You will consider whether the Distance be not too great for Henrys Army to be supposed to occupy these Camps, – if they did occupy ^them, part of the Army must be supposed to have crossed the Severn, & to have taken possession of Abberley hills, & the other hills adjoining, which directly face Wobery Hill, where Glendwr's camp was: these hills I intended to have searched for Camps, tho the face of them is very much altered by a great quantity of Limestone which has constantly been dug away both for the roads & for Lime.

I wish you could have obliged me by riding over them with me, when perhaps your sagacious Eye might have discovered more than I can describe, but I live in hopes of that pleasure an other Year.2 Pray how do you dispose of yourself this Winter[:]? I wish you would make Worcestershire your road to London, Mrs Nash would be very happy to pay her respects to Mrs Pennant at Bevere.

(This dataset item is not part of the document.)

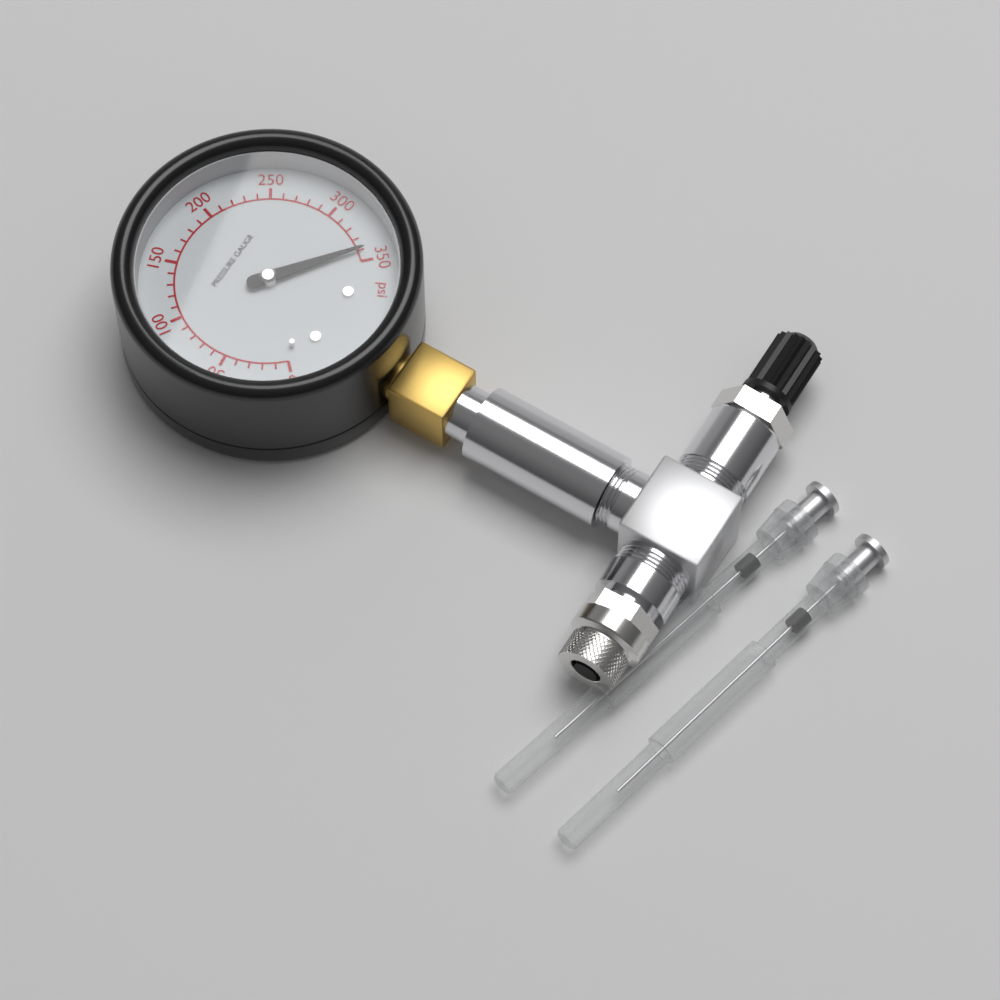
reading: 340 psi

Pray tell me with truth that your Son is perfectly well3 & believe me to be, Dear Sr, Your most obedient &

obliged humble Servant

T. Nash

Bevere
Novr. 3. 1777.

If Miss Pennant4 is with you, [...]my wife & Daughter desire their Compliments


Editorial notes

1. See Treadway Russell Nash, Collections for the history of Worcestershire (2 vols., London: John Nichols, 1781–2), II, p. 465. Pennant reproduces some of this detail (the 27 acres contained within the camp and the fact that it had 'a single foss' only) in A tour in Wales 1770 [1773] (1778), I, p. 351.
2. Nash mentions that he had 'the pleasure of viewing the ground', apparently of the camp at Woodbury Hill, with Pennant, in Collections for the history of Worcestershire, II, p. 465. Pennant, in his description of Woodbury hill in the 1778 edition of A tour in Wales 1770 [1773], p. 351, writes that 'I never had an opportunity of examining the nature of the ground, and how far it suits the description given by Monstrelet' and refers his readers to the forthcoming work of Nash. By the second edition, however, he was able to note that 'I surveyed the spot in company with my friend DOCTOR NASH, and found it answered precisely to the account given by Monstrelet'. A tour in Wales (2nd edn., 1784), I, p. 376.
3. For Nash's anxiety regarding David Pennant, see 1305.
4. This probably refers to Pennant's daughter, Arabella, who would have been of a similar age to Treadway Russell Nash's daughter, Margaret, rather than to one of Pennant's unmarried twin sisters.